Nobel prize winning physician Dr. Eric Chivian will speak on the topic of climate change at Polly Hill Arboretum next Wednesday. He has devoted his career to addressing enviromental issues from a medical standpoint.

Nearly 50 years ago, Dr. Eric Chivian was freshly graduated from medical school and working in Washington, D.C. with the public health service. It was 1971 and the future had arrived. As spacecraft traveled beyond Earth, aviation experts worked on new technologies for travel within our atmosphere.

The next frontier for commercial air travel was supersonic transport. Boeing planned to build a fleet to rival the Concorde, the British-French service that would later shuttle the jet set from New York to London in only three and a half hours. It was an ambitious and expensive undertaking. In 1971, Congress’s continued support for the government-funded project came up for debate.

Dr. Thomas Fitzpatrick, Chairman of the Department of Dermatology at Harvard Medical School and Dr. Chivian’s former professor, offered testimony against the project.

“This was before we knew about hydrofluorocarbons that would damage the ozone layer,” Dr. Chivian said, adding that it was 14 years before the discovery of the ozone hole over the Antarctic.

“But he had the understanding that the exhaust from the fleet of these planes would be damaging. And he was the world’s malignant melanoma expert. He testified that if we built these planes, we would damage the ozone layer, and cases of malignant melanomas... would skyrocket in the United States.”

Dr. Chivian continued: “He was the expert, and that was essentially the end of the SST program, that testimony.”

“I knew Tom, and the idea that a physician could turn around a program that was so important to U.S. national pride and would make billions, if not hundreds of billions of dollars for Boeing and other airline manufacturers and submanufacturers, was so compelling to me that I realized that physicians in some ways were the most important people in protecting the environment.”

Following this example, Dr. Chivian co-founded International Physicians for the Prevention of Nuclear War in 1980. Five years later it won the Nobel Peace Prize.

Since the end of the Cold War, he turned his attention to global climate change or what he calls “Armageddon in slow motion.”

“Issues like climate change or the loss of biological diversity are so abstract and hard for people to understand or even to think about,” he said. “They’re so complicated scientifically... and they’re also hard to think about because they are frightening and unpleasant. Providing a medical perspective makes these issues more concrete, it makes them personal, and it discusses them in everyday language.”

One example Dr. Chivian will highlight in his upcoming lecture is forest fragmentation and the attendant loss of biodiversity, which has led to increased rates of tick-borne illness in humans.

“The main purpose of this talk is to illustrate the level of danger we are in to mobilize people to do more than they are already doing to address that danger by making the threat more comprehendible.”

Dr. Chivian will present Global Environmental Threats, and How Medical Models Can Help Us Understand Them on July 26 at 5:30 p.m. Tickets are $10 for general admission and $5 for Polly Hill Arboretum and Vineyard Conservation Society members.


YOUR INSTRUCTIONS
Retype each line of the material below word for word; pictures stay out.

EXTRACTED RECORDS
⁂
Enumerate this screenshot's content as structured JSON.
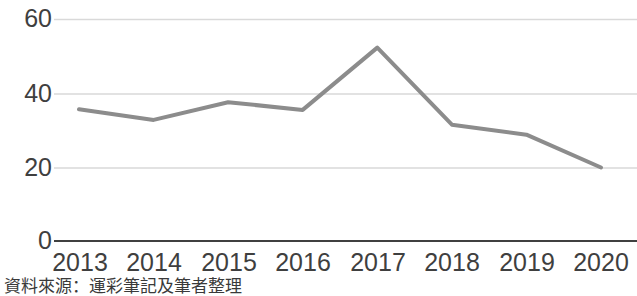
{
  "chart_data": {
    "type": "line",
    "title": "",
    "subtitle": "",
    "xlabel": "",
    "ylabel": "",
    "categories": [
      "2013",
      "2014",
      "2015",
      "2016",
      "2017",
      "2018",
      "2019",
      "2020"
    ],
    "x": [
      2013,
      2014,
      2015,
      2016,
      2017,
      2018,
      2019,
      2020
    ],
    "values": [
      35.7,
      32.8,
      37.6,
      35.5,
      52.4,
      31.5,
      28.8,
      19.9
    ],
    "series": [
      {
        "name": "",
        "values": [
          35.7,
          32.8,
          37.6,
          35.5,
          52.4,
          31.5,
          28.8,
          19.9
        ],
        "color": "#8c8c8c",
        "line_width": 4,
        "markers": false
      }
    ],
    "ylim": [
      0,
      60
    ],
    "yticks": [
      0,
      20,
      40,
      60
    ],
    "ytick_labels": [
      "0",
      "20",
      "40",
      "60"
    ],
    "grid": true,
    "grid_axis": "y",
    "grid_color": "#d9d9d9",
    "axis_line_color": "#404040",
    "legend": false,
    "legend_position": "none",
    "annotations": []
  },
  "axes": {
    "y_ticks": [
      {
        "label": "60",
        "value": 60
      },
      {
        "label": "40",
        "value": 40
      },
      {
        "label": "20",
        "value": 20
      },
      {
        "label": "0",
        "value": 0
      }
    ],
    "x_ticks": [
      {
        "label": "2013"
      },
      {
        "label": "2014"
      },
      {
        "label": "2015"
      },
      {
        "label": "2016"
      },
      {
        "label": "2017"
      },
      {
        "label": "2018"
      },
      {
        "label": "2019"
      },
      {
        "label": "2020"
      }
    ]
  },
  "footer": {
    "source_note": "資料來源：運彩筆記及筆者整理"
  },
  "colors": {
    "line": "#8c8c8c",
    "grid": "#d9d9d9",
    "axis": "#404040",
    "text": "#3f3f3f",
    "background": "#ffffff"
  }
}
⁂
RESULT OF THIS EXERCISE
Enumerate this screenshot's content as structured JSON.
{
  "chart_data": {
    "type": "line",
    "title": "",
    "subtitle": "",
    "xlabel": "",
    "ylabel": "",
    "categories": [
      "2013",
      "2014",
      "2015",
      "2016",
      "2017",
      "2018",
      "2019",
      "2020"
    ],
    "x": [
      2013,
      2014,
      2015,
      2016,
      2017,
      2018,
      2019,
      2020
    ],
    "values": [
      35.7,
      32.8,
      37.6,
      35.5,
      52.4,
      31.5,
      28.8,
      19.9
    ],
    "series": [
      {
        "name": "",
        "values": [
          35.7,
          32.8,
          37.6,
          35.5,
          52.4,
          31.5,
          28.8,
          19.9
        ],
        "color": "#8c8c8c",
        "line_width": 4,
        "markers": false
      }
    ],
    "ylim": [
      0,
      60
    ],
    "yticks": [
      0,
      20,
      40,
      60
    ],
    "ytick_labels": [
      "0",
      "20",
      "40",
      "60"
    ],
    "grid": true,
    "grid_axis": "y",
    "grid_color": "#d9d9d9",
    "axis_line_color": "#404040",
    "legend": false,
    "legend_position": "none",
    "annotations": []
  },
  "axes": {
    "y_ticks": [
      {
        "label": "60",
        "value": 60
      },
      {
        "label": "40",
        "value": 40
      },
      {
        "label": "20",
        "value": 20
      },
      {
        "label": "0",
        "value": 0
      }
    ],
    "x_ticks": [
      {
        "label": "2013"
      },
      {
        "label": "2014"
      },
      {
        "label": "2015"
      },
      {
        "label": "2016"
      },
      {
        "label": "2017"
      },
      {
        "label": "2018"
      },
      {
        "label": "2019"
      },
      {
        "label": "2020"
      }
    ]
  },
  "footer": {
    "source_note": "資料來源：運彩筆記及筆者整理"
  },
  "colors": {
    "line": "#8c8c8c",
    "grid": "#d9d9d9",
    "axis": "#404040",
    "text": "#3f3f3f",
    "background": "#ffffff"
  }
}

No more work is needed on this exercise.